His mother dead and buried, not even a letter left for him to believe she had forgiven him (and Marcus knows, he KNOWS, she was an horrible being, but she was his mother and he loved her).
His father thrown into Azkaban and, even if Marcus always hated the man, he can't forget the way in which both of them loved Lucretia, who is long gone, but that still ties them together in death as she did when she was alive.
Sometimes they write to each other.
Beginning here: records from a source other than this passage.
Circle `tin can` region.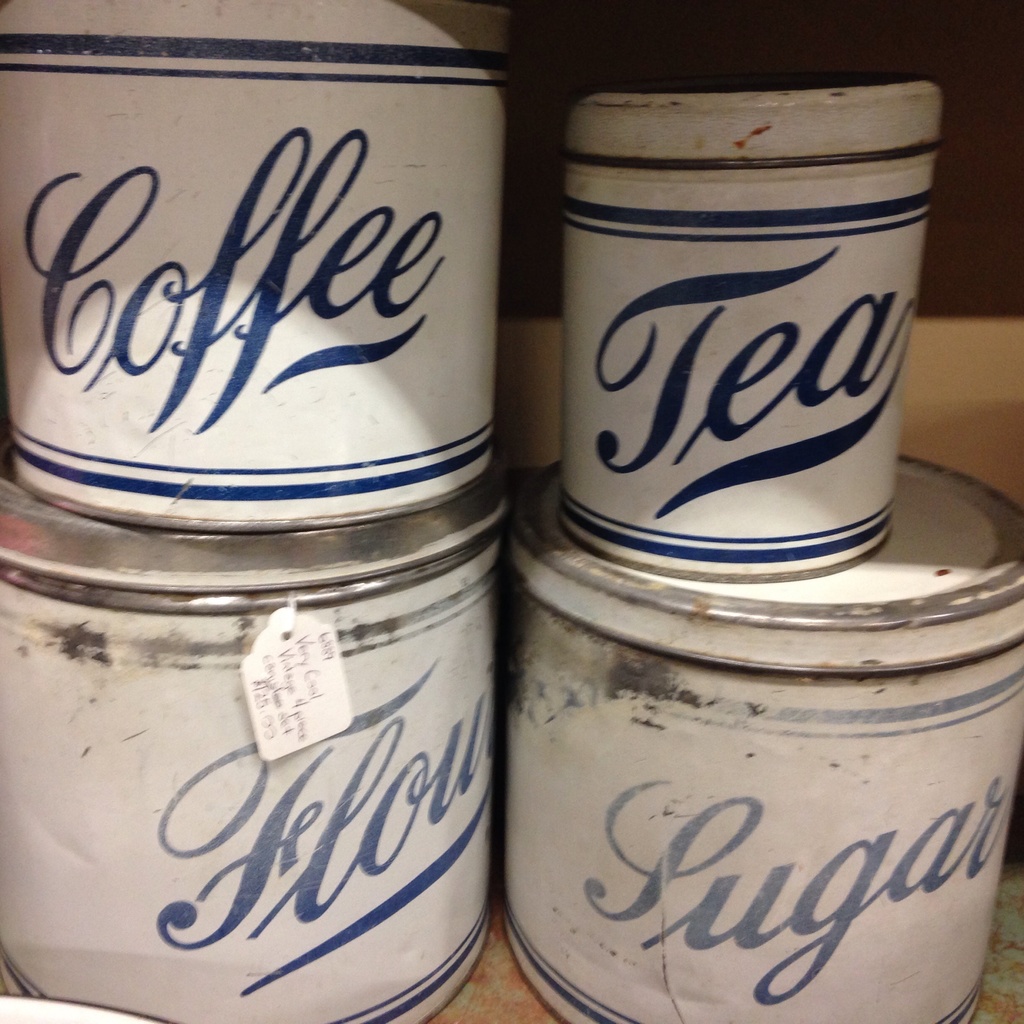
Region: (559,63,947,588).
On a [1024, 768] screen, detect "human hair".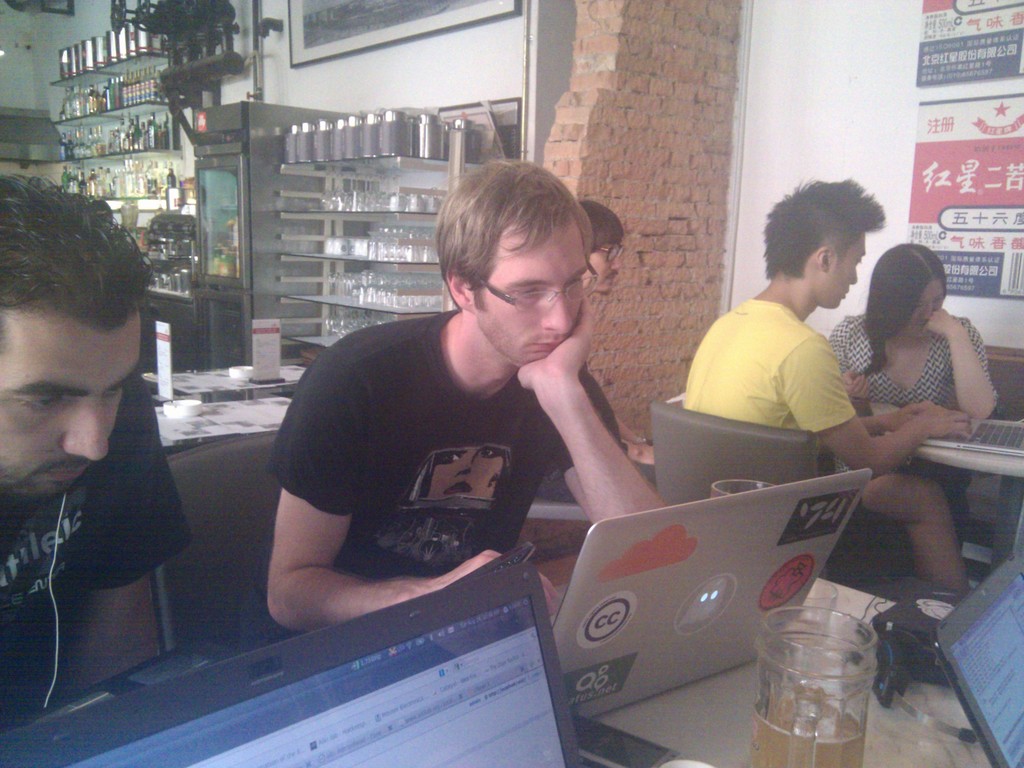
<box>433,159,593,311</box>.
Oliver doesn't know the content of those letters, but Marcus seems a little lighter, afterwards, so maybe it's okay.
They live together and it isn't always easy because they are both stubborn and hot-headed and ambitious, but they love each other and they make it work.
Then, in no time at all, seven years pass and the war is, more or less, just an old memory, just like Fred, just like Marcus’ parents, just like Lucretia.
He and Marcus are still together, still happy and about to start the process to adopt a little bairn or two of their own.
Then their carefully ordained lives are destroyed.
When the Ministry howls them about the discovery of Lucretia Flint, still alive, still eighteen, under the dark like she allegedly died into, Marcus crumbles.
All his dreams are coming to life in the worst possible ways, because Lucretia is alive, but just barely, and they don't know if she'll ever wake up.
When she wakes up (and Oliver never really doubted it, because if she is anything like Marcus she is stubborn as a mule and twice as resistant) she is just an eighteen year old girl, an eighteen year old girl Oliver knows, in a way, and it's only more strange.
Lucretia is the farthest thing from what he imagined from Marcus's tales and at the same time she isn't.
Lucretia is like him, in a way, and like Marcus too.
Lucretia is sharp angles and bitterness and an overwhelming longing for love, all wrapped in one person.
Lucretia is Marcus, just more jaded, more broken, more constricted in a mold that gave her a shape she could never call her own.
Lucretia is a creature made of broken dreams and shattered hopes, forever stuck between the past and the present, unable to call either of them home.
Lucretia is a girl and she is a ghost and she is still trying to mend the broken pieces of herself back together.
Even then, she makes his Marcus happy, happier than he has ever seen him.
For Oliver is enough to make her a wonderful being.